On Thu, 12 Mar 2009 12:25:24 +0000
David Howells <dhowells@xxxxxxxxxx> wrote:

> Andrew Morton <akpm@xxxxxxxxxxxxxxxxxxxx> wrote:
>
> > Was there a specific reason for using the low-level SetPageDirty()?
> >
> > On the write() path, ramfs pages will be dirtied by
> > simple_commit_write()'s set_page_dirty(), which calls
> > __set_page_dirty_no_writeback().
> >
> > It just so happens that __set_page_dirty_no_writeback() is equivalent
> > to a simple SetPageDirty() - it bypasses all the extra things which we
> > do for normal permanent-storage-backed pages.
> >
> > But I'd have thought that it would be cleaner and more maintainable (albeit
> > a bit slower) to go through the a_ops?
>
> It basically boils down to SetPageDirty() with extra overhead, which you
> pointed out. We're manually manipulating the pagecache for this inode anyway,
> so does it matter?

Not much. It just seems a bit more consistent.

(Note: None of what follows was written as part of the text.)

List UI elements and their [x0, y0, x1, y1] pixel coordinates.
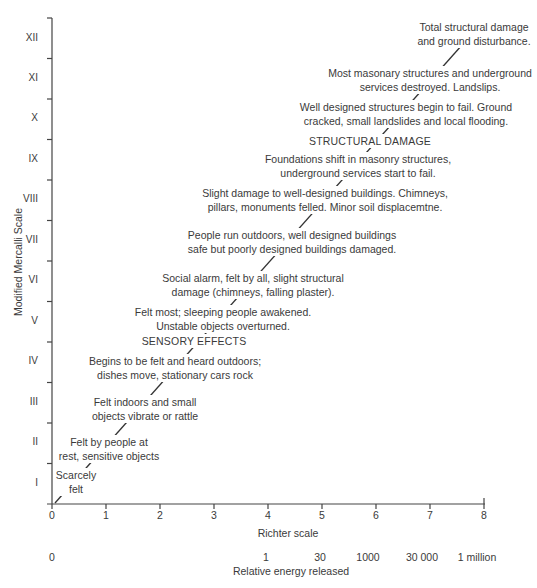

> The main thing I think I'd rather get rid of is:
>
> if (!pagevec_add(&lru_pvec, page))
> __pagevec_lru_add_file(&lru_pvec);
> ...
> pagevec_lru_add_file(&lru_pvec);
>
> Which as Peter points out:
>
> The ramfs stuff is rather icky in that it adds the pages to the aging
> list, marks them dirty, but does not provide a writeout method.
>
> This will make the paging code scan over them (continuously) trying to
> clean them, failing that (lack of writeout method) and putting them back
> on the list.
>
> Not requiring the pages to be added to the LRU would be a really good idea.
> They are not discardable, be it in MMU or NOMMU mode, except when the inode
> itself is discarded.

Yep, these pages shouldn't be on the LRU at all. I guess that will
require some tweaks to core filemap.c code.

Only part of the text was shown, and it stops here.